Giuliani often acts as a surrogate for the president, appearing on television in his capacity as Trump's lawyer to counter news reports about Mueller's probe. The president has long complained about the special counsel's investigation, branding it a "witch hunt" stacked with "angry Democrats," even though Mueller himself is a registered Republican.


Monday, August 6, 2018

SCRUTINIZING THE HIROSHIMA MYTH AND ITS LEGACY (A REPOSTING)


Aftermath I
Hiroshima After the Bomb 

August 6th marks the 75th anniversary of the dropping of the “Little Boy” atomic bomb on Hiroshima. As has been the case on every anniversary of the bombing, the atomic bomb’s use will undoubtedly be commemorated by politicians, media sorts, and most Americans as being responsible for ending the war and thus negating the need for an invasion of Japan’s home islands that would have caused enormous losses on both sides. This belief has achieved numinous status in the United States; most Americans accept it as an article of faith. It has become, as historian Christian Appy put it, the most successful legitimizing narrative in American history. There’s only one thing wrong with the Hiroshima narrative: it's not factual. There is perhaps no greater myth in U.S. history than the belief that the atomic bomb was the "winning weapon" that ended World War II. It’s what I call the Hiroshima Myth.

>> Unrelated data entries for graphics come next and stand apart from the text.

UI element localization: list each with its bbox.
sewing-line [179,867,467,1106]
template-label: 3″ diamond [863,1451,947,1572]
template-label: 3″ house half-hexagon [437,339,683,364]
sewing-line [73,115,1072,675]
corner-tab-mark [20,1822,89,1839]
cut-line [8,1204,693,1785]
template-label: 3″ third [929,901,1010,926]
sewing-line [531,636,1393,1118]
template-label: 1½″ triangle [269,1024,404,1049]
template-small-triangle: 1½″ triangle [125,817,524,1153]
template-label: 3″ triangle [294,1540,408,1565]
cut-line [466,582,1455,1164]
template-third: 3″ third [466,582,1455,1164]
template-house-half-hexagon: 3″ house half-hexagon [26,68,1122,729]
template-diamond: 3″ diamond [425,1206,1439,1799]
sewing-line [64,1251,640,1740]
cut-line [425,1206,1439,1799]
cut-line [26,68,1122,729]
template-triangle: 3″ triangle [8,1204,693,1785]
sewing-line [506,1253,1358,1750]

Despite doubts about the necessity to use the bomb expressed by a number of top military and political leaders at the time (and later in their personal reflections), challenges to the traditional Hiroshima narrative by several historians, and declining overall American attraction to nuclear weapons, the Hiroshima Myth remains deeply embedded in the consciousness of the overwhelming majority of Americans. How did it get so embedded? Why didn’t the highly authoritative 1947 U.S. Strategic Bombing Survey, which concluded that the Japanese would have surrendered "certainly prior to 31 December 1945, and in all probability prior to November 1 1945--even if the atomic bombs had not been dropped, the Russians had not entered the war, and no invasion had been planned or contemplated," establish a different narrative?

Were the bombings instrumental in ending the war? Did they avert an invasion of the Japanese homeland and thus save lives? There’s much at stake in the answers to these questions, for if the bomb wasn't necessary to end the war, then its use on Hiroshima and, especially Nagasaki, was wrong, militarily, politically and morally, especially when one considers that these two cities were not vital military targets.

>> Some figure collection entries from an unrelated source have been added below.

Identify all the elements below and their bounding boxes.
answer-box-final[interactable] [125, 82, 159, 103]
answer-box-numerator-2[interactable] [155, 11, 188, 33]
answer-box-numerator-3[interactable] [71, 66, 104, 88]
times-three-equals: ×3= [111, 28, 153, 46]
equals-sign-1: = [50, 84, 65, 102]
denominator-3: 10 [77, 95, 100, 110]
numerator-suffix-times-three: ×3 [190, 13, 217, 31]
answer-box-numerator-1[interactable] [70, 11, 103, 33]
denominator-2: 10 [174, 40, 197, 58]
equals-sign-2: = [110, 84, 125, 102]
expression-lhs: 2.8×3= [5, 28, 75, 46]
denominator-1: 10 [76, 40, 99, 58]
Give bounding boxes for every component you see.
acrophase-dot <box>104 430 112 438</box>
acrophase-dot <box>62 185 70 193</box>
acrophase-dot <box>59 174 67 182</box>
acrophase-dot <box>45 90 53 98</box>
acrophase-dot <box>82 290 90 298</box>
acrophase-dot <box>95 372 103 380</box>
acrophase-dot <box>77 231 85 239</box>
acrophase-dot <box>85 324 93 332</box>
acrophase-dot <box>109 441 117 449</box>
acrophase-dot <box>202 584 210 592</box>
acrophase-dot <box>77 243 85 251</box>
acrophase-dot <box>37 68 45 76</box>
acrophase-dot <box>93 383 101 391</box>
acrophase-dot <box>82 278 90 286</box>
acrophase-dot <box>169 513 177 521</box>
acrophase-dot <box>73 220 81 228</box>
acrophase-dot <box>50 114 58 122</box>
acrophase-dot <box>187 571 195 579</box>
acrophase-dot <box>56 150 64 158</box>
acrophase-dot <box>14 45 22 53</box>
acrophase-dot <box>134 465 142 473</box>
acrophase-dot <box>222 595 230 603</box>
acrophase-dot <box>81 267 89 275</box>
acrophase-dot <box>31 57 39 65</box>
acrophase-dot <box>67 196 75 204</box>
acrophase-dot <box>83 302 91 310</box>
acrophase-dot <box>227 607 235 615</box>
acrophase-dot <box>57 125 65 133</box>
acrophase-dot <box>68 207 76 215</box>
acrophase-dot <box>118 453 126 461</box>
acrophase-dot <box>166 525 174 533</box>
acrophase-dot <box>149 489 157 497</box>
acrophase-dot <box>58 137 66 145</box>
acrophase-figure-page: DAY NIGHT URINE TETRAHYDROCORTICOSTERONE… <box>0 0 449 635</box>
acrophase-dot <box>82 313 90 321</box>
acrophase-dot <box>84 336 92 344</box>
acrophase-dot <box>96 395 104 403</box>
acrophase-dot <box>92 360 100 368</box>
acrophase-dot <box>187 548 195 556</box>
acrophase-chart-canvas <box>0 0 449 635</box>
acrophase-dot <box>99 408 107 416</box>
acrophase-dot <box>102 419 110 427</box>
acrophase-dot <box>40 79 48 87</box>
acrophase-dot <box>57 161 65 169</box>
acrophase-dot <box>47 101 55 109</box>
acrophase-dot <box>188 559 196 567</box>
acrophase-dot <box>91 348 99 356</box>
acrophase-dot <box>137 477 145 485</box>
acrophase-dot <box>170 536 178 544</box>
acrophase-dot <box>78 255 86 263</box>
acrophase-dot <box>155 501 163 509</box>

At the risk of being called unpatriotic, un-American, or worse, because the issue still touches raw emotions (Americans don't take kindly to questioning the morality of our country's purposes), I will attempt to refute the Hiroshima Myth. Fortunately I am able to draw upon information that wasn’t available when early histories of the bombings were written. This information includes a declassified paper written by a Joint Chiefs of Staff advisory group in June 1945, the personal accounts of a number of top Japanese leaders, and various bits of documentary evidence uncovered by enterprising historians. These discoveries enable a more accurate picture of bomb’s role in ending the war.

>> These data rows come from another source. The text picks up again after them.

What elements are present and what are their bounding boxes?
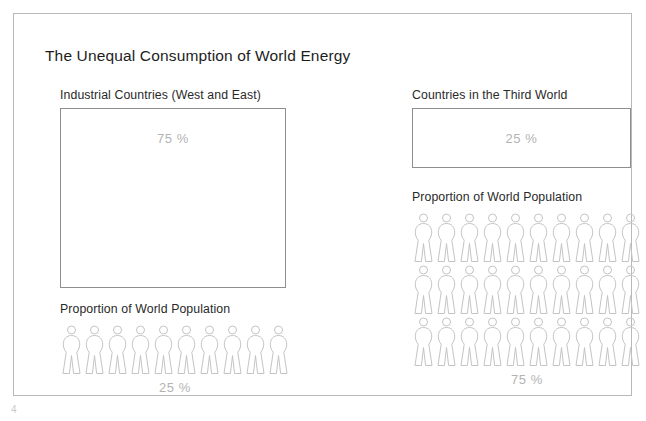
human-figure-icon: [458, 264, 481, 316]
human-figure-icon: [481, 212, 504, 264]
energy-share-box-industrial: 75 %: [60, 108, 286, 288]
human-figure-icon: [267, 324, 290, 376]
human-figure-icon: [221, 324, 244, 376]
human-figure-icon: [550, 212, 573, 264]
energy-share-value-industrial: 75 %: [61, 131, 285, 146]
human-figure-icon: [458, 316, 481, 368]
human-figure-icon: [60, 324, 83, 376]
human-figure-icon: [412, 212, 435, 264]
human-figure-icon: [504, 212, 527, 264]
panel-heading-industrial: Industrial Countries (West and East): [60, 88, 286, 102]
human-figure-icon: [504, 264, 527, 316]
population-heading-third-world: Proportion of World Population: [412, 190, 642, 204]
human-figure-icon: [550, 264, 573, 316]
page-number: 4: [11, 404, 17, 415]
population-group-industrial: Proportion of World Population 25 %: [60, 302, 290, 395]
human-figure-icon: [619, 212, 642, 264]
human-figure-icon: [175, 324, 198, 376]
energy-share-box-third-world: 25 %: [412, 108, 631, 168]
human-figure-icon: [152, 324, 175, 376]
figure-row: [412, 264, 642, 316]
human-figure-icon: [527, 316, 550, 368]
human-figure-icon: [573, 212, 596, 264]
human-figure-icon: [129, 324, 152, 376]
population-share-value-third-world: 75 %: [412, 372, 642, 387]
human-figure-icon: [458, 212, 481, 264]
page-title: The Unequal Consumption of World Energy: [45, 47, 350, 65]
figure-row: [412, 212, 642, 264]
population-group-third-world: Proportion of World Population 75 %: [412, 190, 642, 387]
human-figure-icon: [596, 264, 619, 316]
figure-rows-industrial: [60, 324, 290, 376]
human-figure-icon: [412, 316, 435, 368]
human-figure-icon: [435, 212, 458, 264]
panel-heading-third-world: Countries in the Third World: [412, 88, 631, 102]
human-figure-icon: [550, 316, 573, 368]
human-figure-icon: [504, 316, 527, 368]
figure-row: [412, 316, 642, 368]
human-figure-icon: [481, 264, 504, 316]
human-figure-icon: [412, 264, 435, 316]
human-figure-icon: [481, 316, 504, 368]
page-frame: The Unequal Consumption of World Energy …: [13, 13, 632, 396]
population-heading-industrial: Proportion of World Population: [60, 302, 290, 316]
human-figure-icon: [435, 316, 458, 368]
panel-industrial-countries: Industrial Countries (West and East) 75 …: [60, 88, 286, 288]
panel-third-world-countries: Countries in the Third World 25 %: [412, 88, 631, 168]
human-figure-icon: [596, 316, 619, 368]
human-figure-icon: [527, 212, 550, 264]
human-figure-icon: [83, 324, 106, 376]
human-figure-icon: [198, 324, 221, 376]
human-figure-icon: [596, 212, 619, 264]
human-figure-icon: [573, 316, 596, 368]
human-figure-icon: [573, 264, 596, 316]
population-share-value-industrial: 25 %: [60, 380, 290, 395]
human-figure-icon: [619, 264, 642, 316]
figure-rows-third-world: [412, 212, 642, 368]
human-figure-icon: [527, 264, 550, 316]
human-figure-icon: [619, 316, 642, 368]
figure-row: [60, 324, 290, 376]
human-figure-icon: [106, 324, 129, 376]
energy-share-value-third-world: 25 %: [413, 131, 630, 146]
human-figure-icon: [244, 324, 267, 376]
human-figure-icon: [435, 264, 458, 316]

In a previous two-part essay, posted in August of 2015, I argued that Truman’s atomic bomb-use decision was not primarily motivated by a desire to end the war quickly in order to save American lives that would have been lost in a land invasion and that the use of the bomb was not the main factor inducing Japan to surrender.  I also argued in a Part III that our enduring belief in the bomb as “the winning weapon” has had a profound impact on American culture and on how we approach national security.  These essays challenged the prevailing beliefs of the overwhelming majority of Americans.  In the hope of stimulating an ongoing dialogue on the Hiroshima Myth and its implications, I’ve decided to re-post these essays as a single post on this, the 75th anniversary of the Hiroshima bombing. I will re-post it every August 6.  Critical comments are encouraged.